Source connectors (Postgres CDC and MySQL/MariaDB CDC via Debezium) stream changes into Kafka brokers and topics. Sink connectors (JDBC, S3 on RustFS, MongoDB, ClickHouse) stream records out to those systems.
Source connectors stream changes in; sink connectors stream records out. Connection details auto-fill from a paired add-on.

Connector catalog

ConnectorTypeWhat it does
Postgres CDC (Debezium)SourceCapture row-level changes (inserts, updates, deletes) from a PostgreSQL add-on into topics, in real time
MySQL / MariaDB CDC (Debezium)SourceCapture changes from a MySQL or MariaDB add-on into topics via the binlog
JDBC sinkSinkWrite topic records into a SQL database (insert or upsert), with optional auto-create and schema evolution
S3 sink (RustFS)SinkArchive topics to S3 object storage as partitioned, compressed JSON objects
MongoDB sinkSinkWrite topic records into a MongoDB or DocumentDB collection
ClickHouse sinkSinkStream topics into ClickHouse for real-time analytics

Zero-config setup

Each connector is paired with a sibling add-on in your project. When you pick, for example, the Postgres CDC source and point it at one of your PostgreSQL add-ons, StackBlaze auto-fills the host, port, database, and credentials from that add-on. The S3 sink auto-fills the endpoint and access keys from a paired RustFS add-on. You only provide the connector-specific fields: the topic prefix or topic list, and which tables or collections to include. A test step validates the connection before the connector is created.

Lazy provisioning

The first connector you create brings up a Kafka Connect runtime for the cluster automatically. You do not provision or size a Connect cluster yourself, and there is nothing to deploy: the connector plugins (Debezium, JDBC, S3, MongoDB, ClickHouse) are already baked into the image.

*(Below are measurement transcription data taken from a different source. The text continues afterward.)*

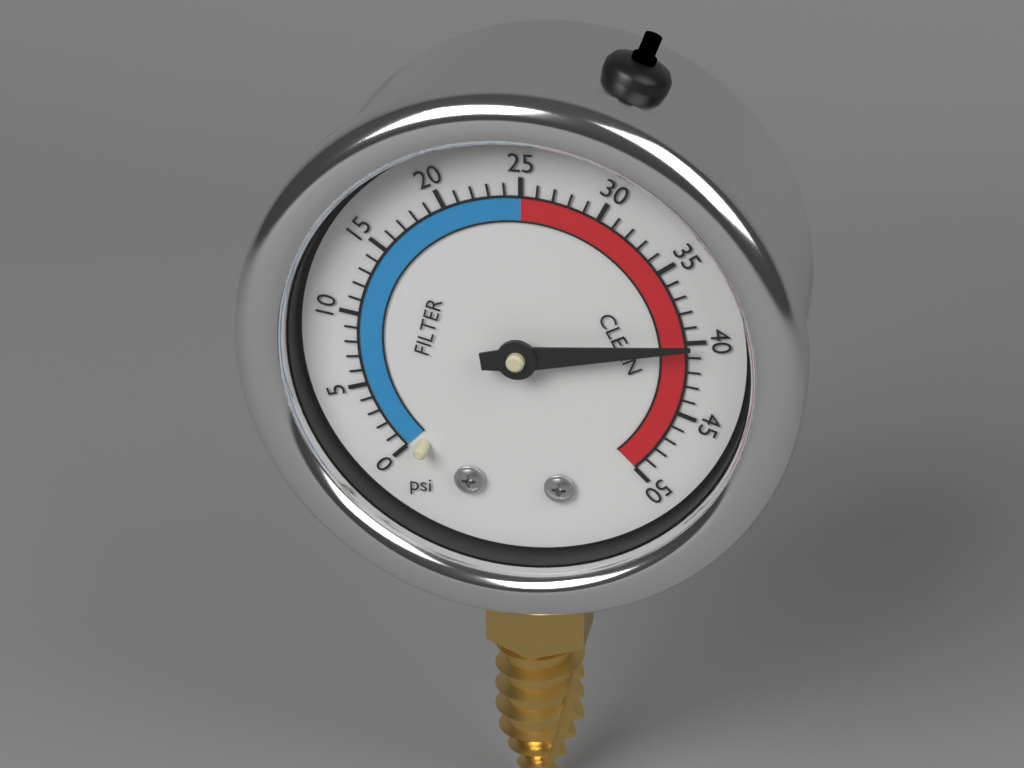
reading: 40 psi
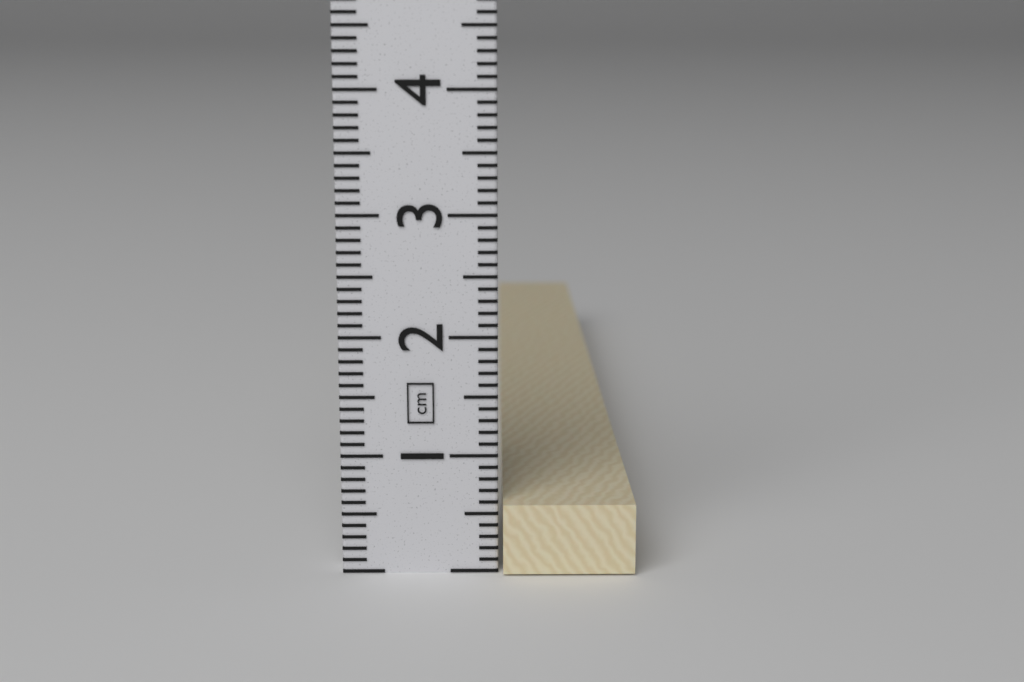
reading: 0.6 cm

A common pattern is change data capture: a Debezium source streams every change from your Postgres add-on into topics, and a sink fans those records out to analytics (ClickHouse), to a search index, or to object storage for archival, all from the same stream.

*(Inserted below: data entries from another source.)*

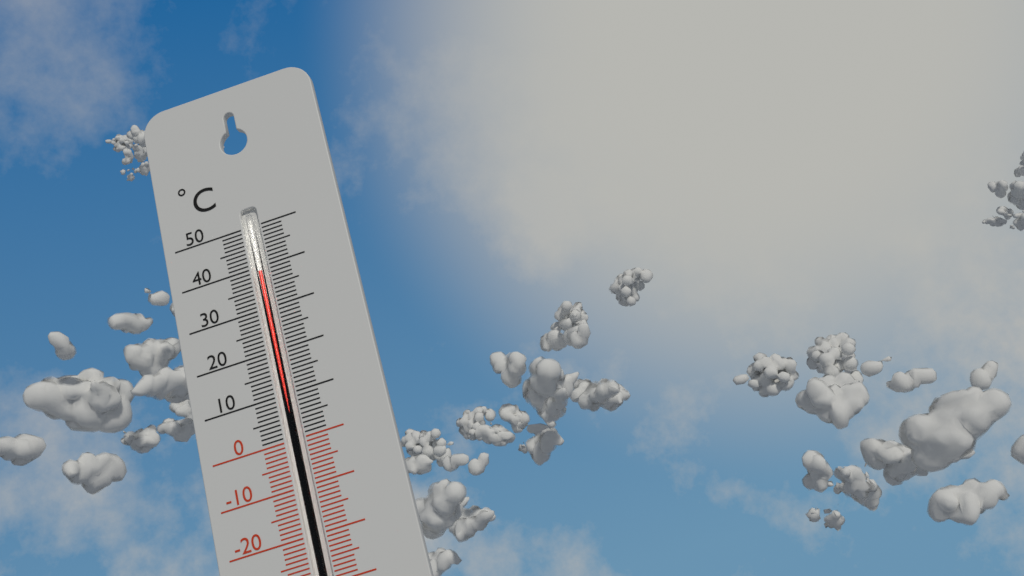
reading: 39 °C
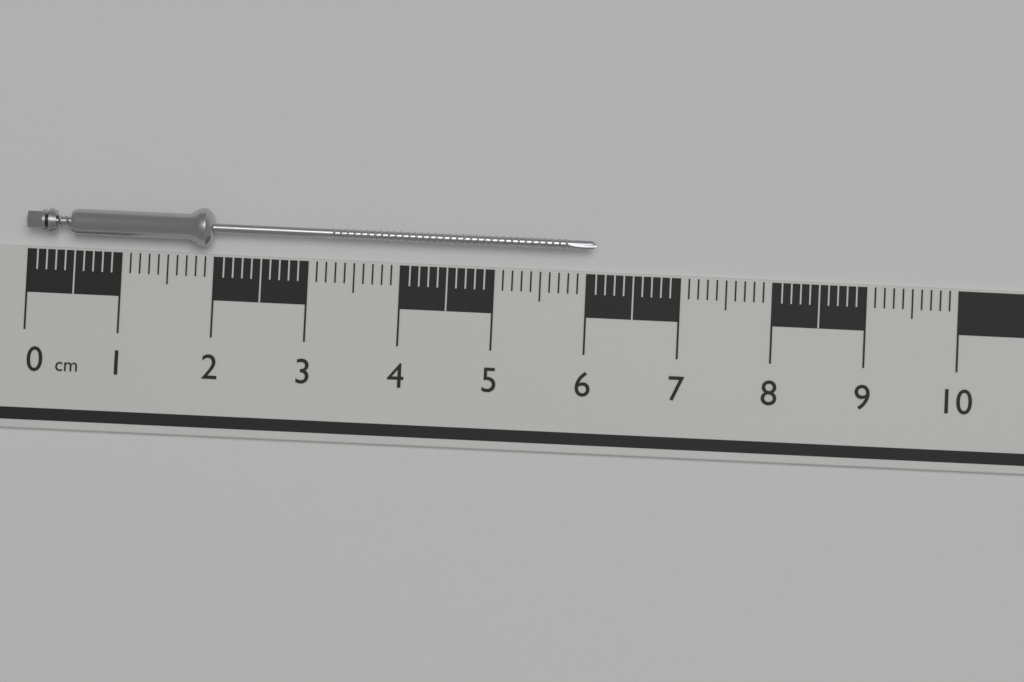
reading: 6.1 cm
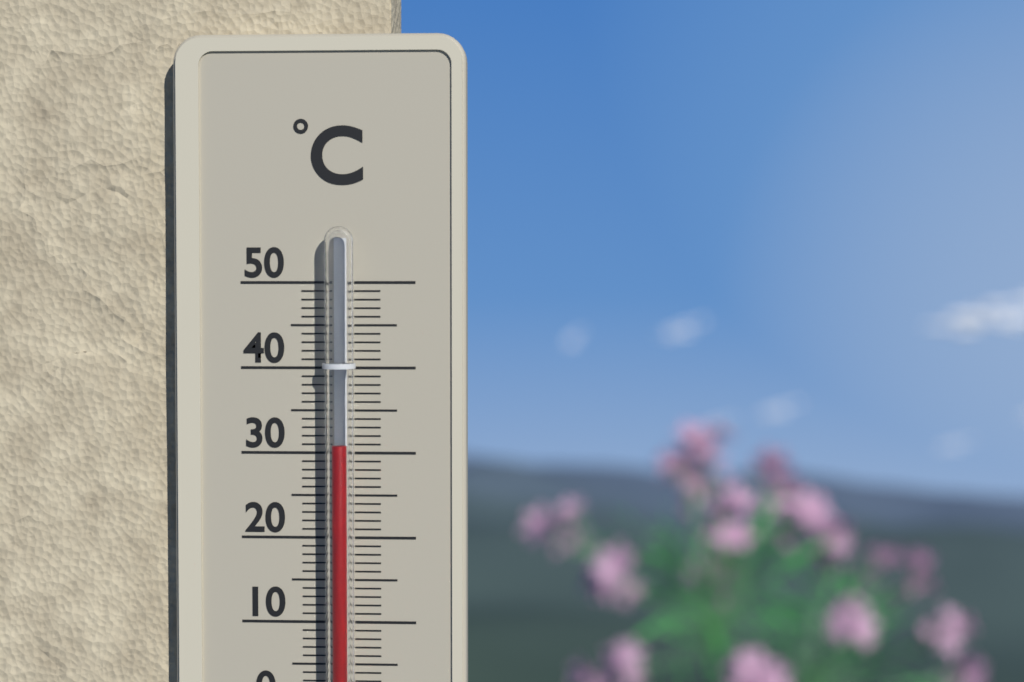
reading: 31 °C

Topics, consumer groups, and message inspection

The Kafka add-on page is a full management console, so you rarely need a separate desktop tool.

AreaWhat you can do
TopicsCreate, delete, and describe topics; set partitions and replication factor; view per-partition offsets and message counts
Consumer groupsList groups and inspect per-partition lag, offsets, and members to see how far behind your consumers are
MessagesPeek messages from the earliest or latest offset on a chosen partition, with key, value, and timestamp, like a built-in viewer
TopologyA live flow diagram of brokers, topics, consumer groups, and connectors, with lag and connector state

Metrics and monitoring

Broker and connector metrics are exported from JMX to Prometheus automatically. You get broker health, per-topic message and partition counts, and per-partition consumer lag, plus connector throughput and error rates for both source and sink tasks. Lag and failed connector tasks surface directly on the topology view so problems are easy to spot.

Security

Traffic inside your project uses the private network. A TLS listener is available on port 9093, and the Strimzi user operator manages SCRAM credentials for authenticated clients. You can also drive topics and messages from the chat assistant, which talks to your cluster over an authenticated connection.

Backups and retention

Kafka retains messages on disk per each topic's retention settings, so consumers can replay history within that window. The persistent volumes backing the brokers follow the standard platform backup policy. For schedules and restores, see /docs/databases/backups.

Under the hood

StackBlaze runs Kafka via the Strimzi operator in KRaft mode (no ZooKeeper), with each broker acting as a combined controller and broker. Brokers run as a StatefulSet with a persistent volume each, and HA spreads them across nodes. Kafka Connect runs from a pre-baked image that already contains the Debezium, JDBC, S3, MongoDB, and ClickHouse connector plugins, so connectors start without any plugin installation.